I have a large hive of honey bees (non-african) in my wall of my house. I have tolerated them for a wile (they have been there for four-five years), but this year they are much, much more numerous and I fear that the mold/mildew inside of my siding will be detrimental in the long run.
I want to safely remove them without destroying the hive and transplant them to a bee box.
Beekeeping has been one of my "learn how to do" hobbies and I think this is a great opportunity.
Do any of you have any experience, techniques, or known methods to safely remove a hive from within an exterior wall, and then transplant them to a bee-box?
Thanks for your input!
LOL!!!
(In my best Austin Powers...)
Oh, bee-hive.
I suppose it was a bit of a tough cell...
;-)
I just had to mark your post so that I can return later for your final report. Good luck.
Call a local beekeeper’s association and ask for assistance.
Thought I would give you an update. Thanks for your advice, esp. lazamataz ;)
After I posted this thread, Jon Zawislak, from the University of Arkansas Div. of Agriculture's Cooperative Extention Service came to my house! He was just down the street and excited about my two (2) hives!
He said that they were NON-AFRICAN honeybees....and looked Italian to him. (I didn't know there were Italian honeybees).
Anyways, his website is: http://bees.uark.edu">
He was very nice and we talked bees for a while. We are going to trap them later this summer with a couple of hive boxes and clean them out. Next monday, he is going to invite me to the Central Arkansas Beekeeper meeting and wants me to bring some pictures....He bets that they will be more than willing to donate equipment and time since they are Italian honeybees.
Anyways....I will post some pictures later for you;)
Stay safe! ...and thanks for the advice!
DCB
I dealth with this problem last year, when a queen bee started a hive inside the wall of our business. Then, bees started getting inside through vents. The beekeeper I hired wanted to get them all out alive, as did most of us, but it was impossible. They had to be poisoned.
In other words, do they look like this?
Actually, honey is the one biological substance that WILL NOT SPOIL, ever. They recovered Egyptian honey from an underground catacomb. Still edible after 4000 years.
Just call me MISTER HELPER! :)
Glad it’s going to be a happy ending....My experience have been bats and flying squirrels (Not you Laz). They usually leave with a shallow pan of ammonia.
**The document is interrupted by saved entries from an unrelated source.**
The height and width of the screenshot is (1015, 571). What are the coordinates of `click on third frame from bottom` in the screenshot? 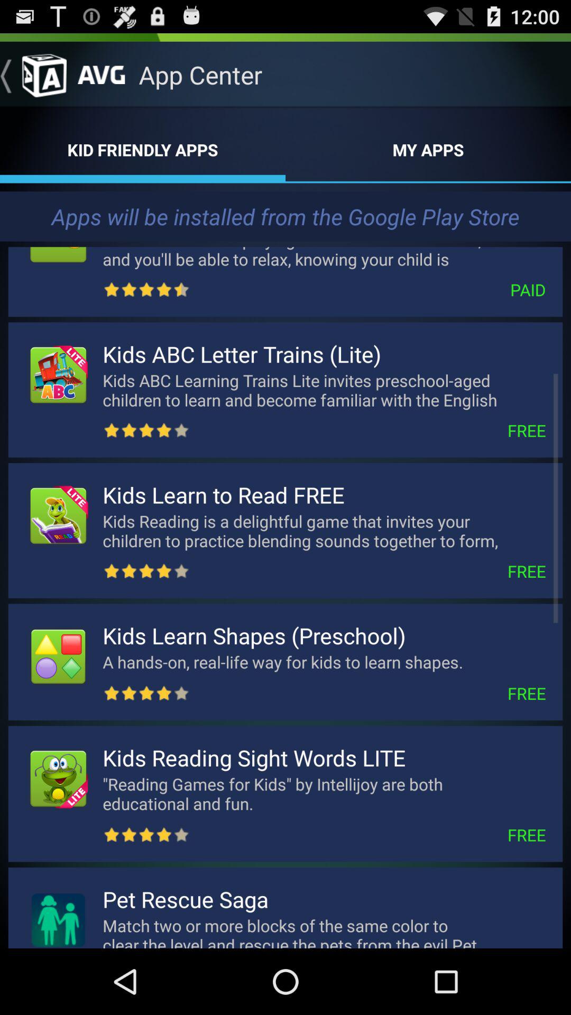 It's located at (286, 662).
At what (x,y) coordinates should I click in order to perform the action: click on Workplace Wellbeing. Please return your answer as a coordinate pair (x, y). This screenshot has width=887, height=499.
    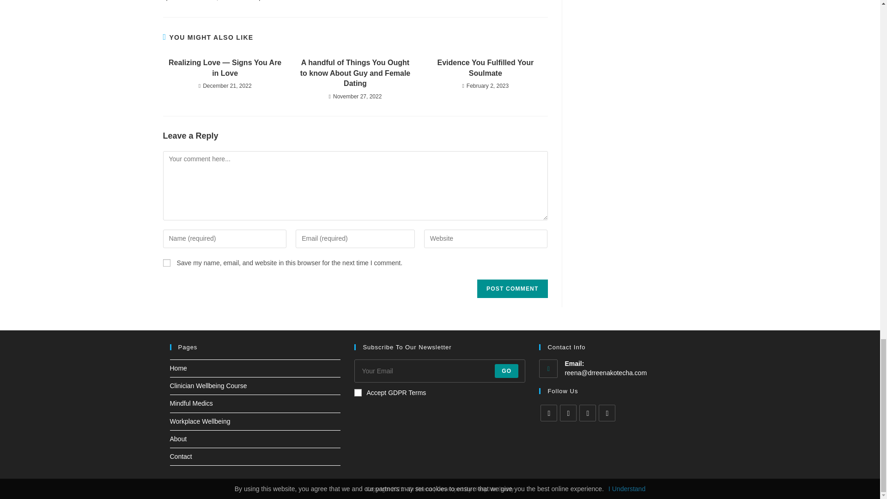
    Looking at the image, I should click on (200, 421).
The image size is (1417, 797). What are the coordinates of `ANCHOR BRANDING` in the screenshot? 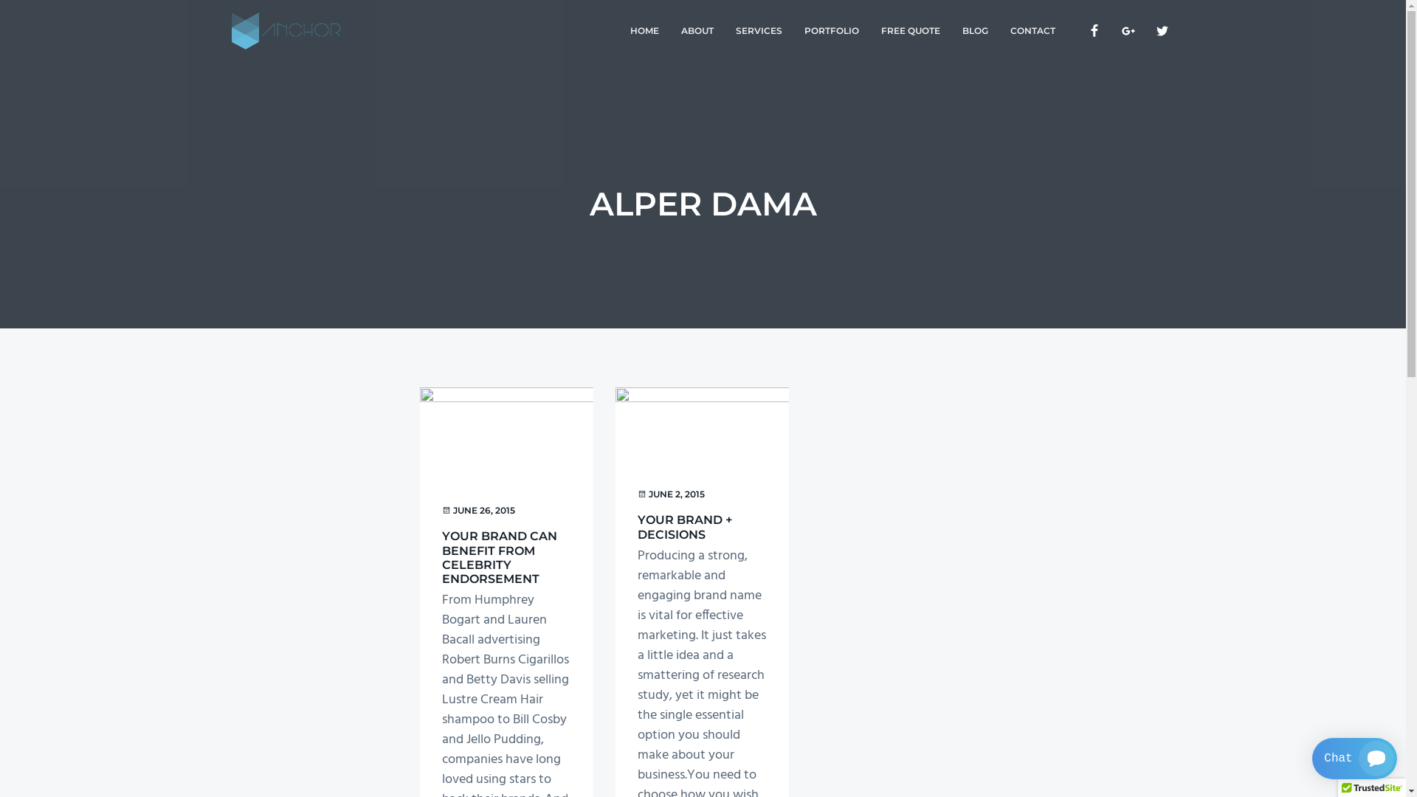 It's located at (297, 55).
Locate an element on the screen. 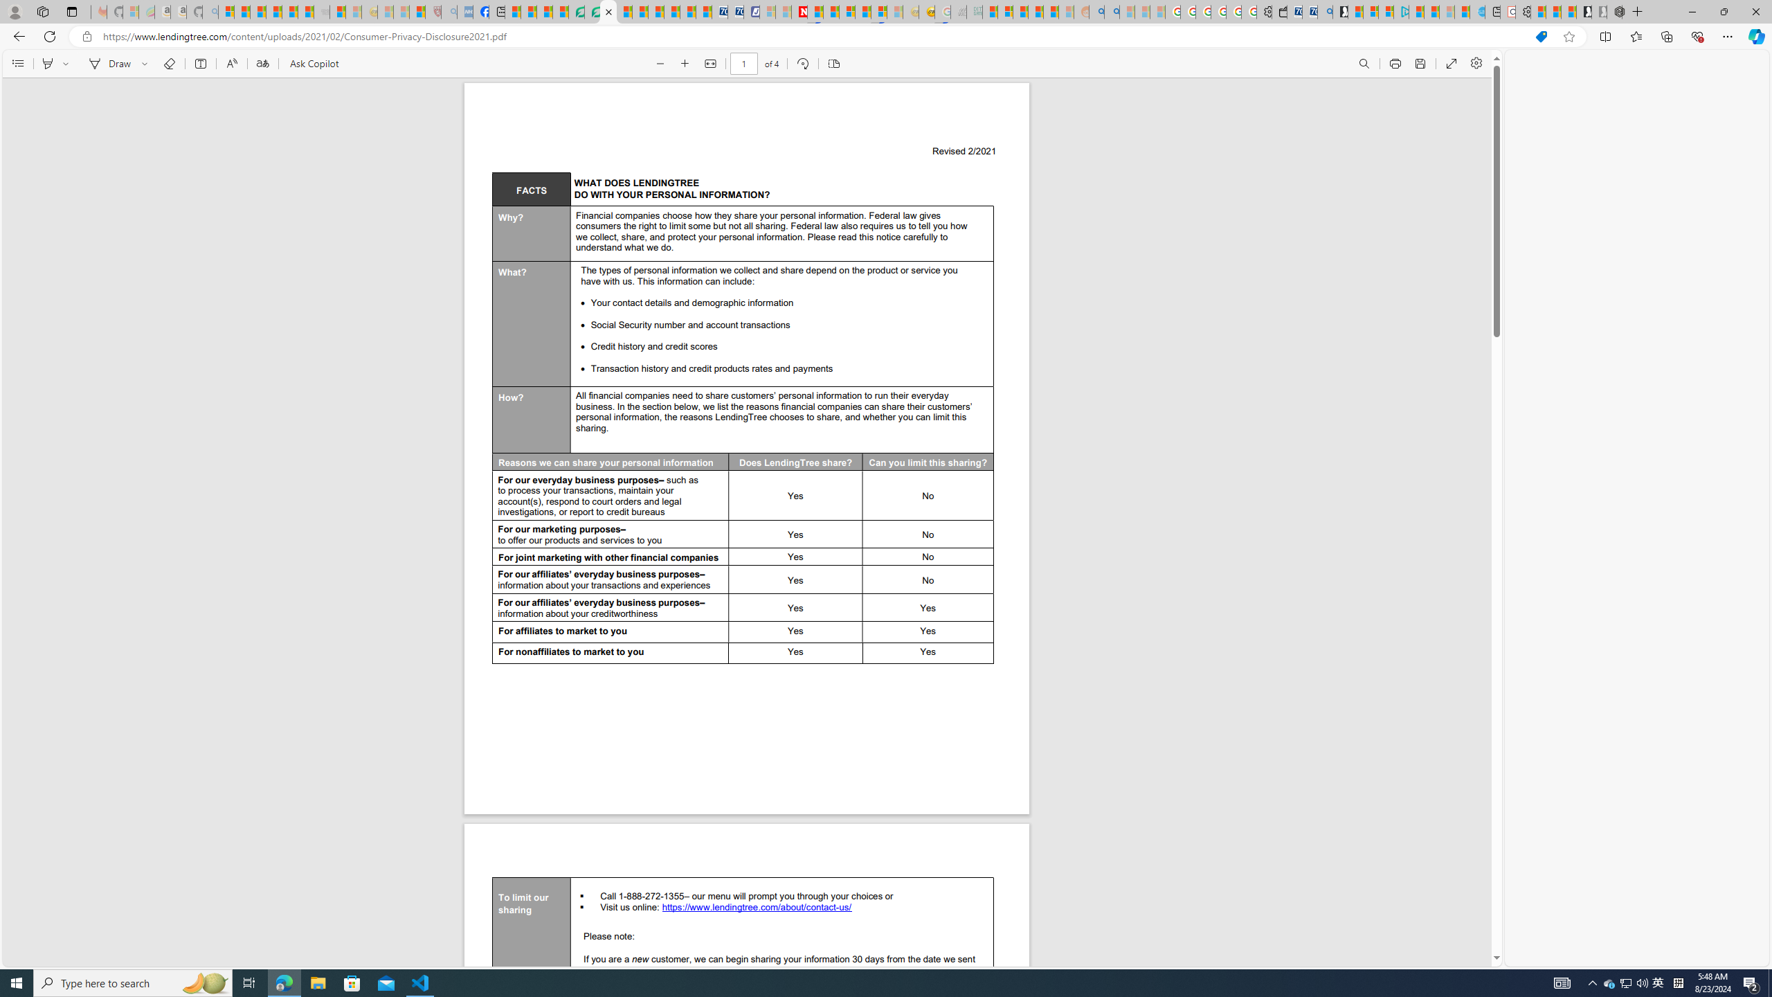 The width and height of the screenshot is (1772, 997). Trusted Community Engagement and Contributions | Guidelines is located at coordinates (815, 12).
Well!! Aren’t you a lucky duck!!
I had a bat flying around in my house a few years ago. It slipped in the door one night when we came in late. I had actually been reading a vampire book all week and it just figures that I’d get a bat in the house. I woke the kids up so that they could see it flying around. It would act like it was coming at us
(it really wasn’t) and we would all scream and duck. It finally landed on a curtain and I flipped it into a paper bag and set it free. I got one in my convertible one night too. We were at the lake with the top down. It got chilly so we put the top back up with a bat apparently hiding inside. It started making it’s presence known several miles later. It scooted across the dash and landed on my lap. My husband stopped the car and I shooed it outside. I guess that the people in the car behind us was wondering what was going on. I had to get one out of my male cousins house one time too. I’m really not into bats though, I should say.
“Italian honeybees”
Just doing the work American Honey bees won’t do.
At the time I was preparing a devotion on animals for the County Fair. Realized she, like Mary, had shared her baby with a stranger who could be a threat to both...but it was Genesis that put it all in proportions....We have been given the responsibility to be the caretaker of the animals.
and Fire dept. Number
I, also, leave with a shallow pan of ammonia.
I put the pan in my briefcase, and leave with it.
You can find me by tracking the ammonia trail.
(Of course, how many times have I used THAT last phrase? HUNDREDS.....)
Laz, You should really do stand up....BTW have you met Freeper gator 113* yet? You two should get together and write for Letterman....He needs the help. And you both are REALLY funny.
*I posted one of Gator’s comment as a thread for folks to use as an email....tried putting it in activism....Mods removed it as usual....Don’t think they like to laugh.
http://www.freerepublic.com/focus/news/2274993/posts?page=53#53
Good news. The ancestors on my Italian side would be pleased to hear about it.
Nothing like Italian bread smeared with fresh butter and honey.